Film Review: Thrilling Queer Coming of Age Drama ‘Sequin in a Blue Room’

From its opening titles it is clear that Sequin in a Blue Room is a cinematic experience confident in its identity and message. Described as ‘A Homosexual Film from Samuel Van Grimsven’, this debut feature is an intoxicating one examining queer coming of age in a digital era. Capturing the thrills and dangers of app-based hook-up culture, balanced alongside teenage fantasy and exploration of queerness.

Written by Van Grimsven and Jory Anast, Sequin in a Blue Room centres on a sixteen year old protagonist who uses an anonymous hook-up app to explore his sexuality through no-strings encounters. Prioritising sexual discovery over safety, Sequin (Conor Leach) attends The Blue Room, a limitless sex party, where he meets Edward (Samuel Barrie) before being suddenly separated. Captivated by this handsome stranger, Sequin begins an Alice in Wonderland style journey through the dangers and excitement of a sexual underworld to find Edward.

Comparisons to Alice in Wonderland feel apt in the coming of age angle of Sequin in a Blue Room with our protagonist experiencing the onset of adulthood and burgeoning sexuality, whilst Edward becomes our mysterious White Rabbit that Sequin desperately hunts. Sequin faces the dangers of married older men with a lot to lose and fierce femme queens in this progressively more manic mission to be reunited with Edward.

Opening with Sequin in a school library flicking through queer erotica, he captures the eye of handsome stranger who he later meets through his ‘Anon’ hook-up app, we quickly see his no strings approach of meeting and blocking different men after sex. His single father gives him a lot of freedom, yet this is something that progressively becomes more tense as Sequin exposes himself to more dangerous situations. We get a sense of a young man, keen to push the limits of his sexual desires, with his continual blocking giving an indication of his aim to not form an emotional attachment to any of the men he meets – yet this changes with Edward.

Jay Grant’s cinematography is truly intoxicating – particularly as Sequin enter The Blue Room. Enigmatic blue lighting, reflecting on distorted plastic sheets produces a distinctive environment for this scene of boundary-pushing sexuality. Set with thumping club music and seas of sweaty scantily-clad male bodies, The Blue Room is like a slightly daunting sweet shop for Sequin. The lack of conversation in The Blue Room also heightens the artistic style of Samuel Van Grimsven’s film – it’s enigmatic, unsettling, and entrancing.

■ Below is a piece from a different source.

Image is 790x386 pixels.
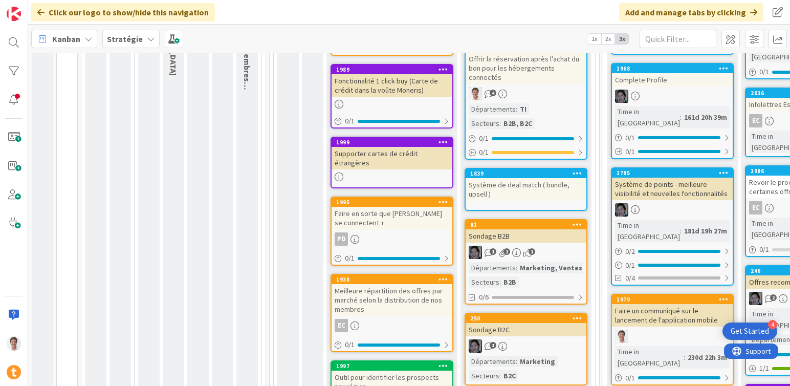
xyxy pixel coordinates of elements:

Even the sex scenes have a real artistic flourish – shot with a romanticised and sensual action before hand – often silent yet heated. After these hook-ups, the grimy realism comes to a head with the static hotel noises and post-coital awkwardness coming into play. These feelings also a clear factor in Sequin’s desire to block and move on after each hook-up.

Van Grimsven and Anast’s narrative is a subtly thrilling one with Sequin in a Blue Room veering between erotic drama to taut suspense thriller. Whilst the film rightly does not condemn hook-up culture or want to look down upon it, it instead uses it as a vehicle for some sharp moments of unsettling drama. Sequin begins to use a dangerous married older gentleman who displays somewhat obsessive tendencies towards him as a means to gain info about The Blue Room in the hope of tracking down Edward. The gradually more extreme behaviour of this hook-up paired with Sequin placing himself in more precarious positions as events progresses, produces a hugely tense watch.

Sequin in a Blue Room is a truly spectacular account of queer coming of age in a digital area – it feels fresh, vital, and gripping. To its credit, the film features a magnetic lead performance from young Conor Leach, artistic and enigmatic aesthetics, sharp direction from Samuel Van Grimsven which blends beauty, sensuality and thrills, in a well-crafted, gradually escalating narrative. This is a must see.

Sequin in a Blue Room is released via Peccadillo Pictures on UK/Ireland digital platforms from 9th April. The film is released in the US & Scandinavia from 17th May.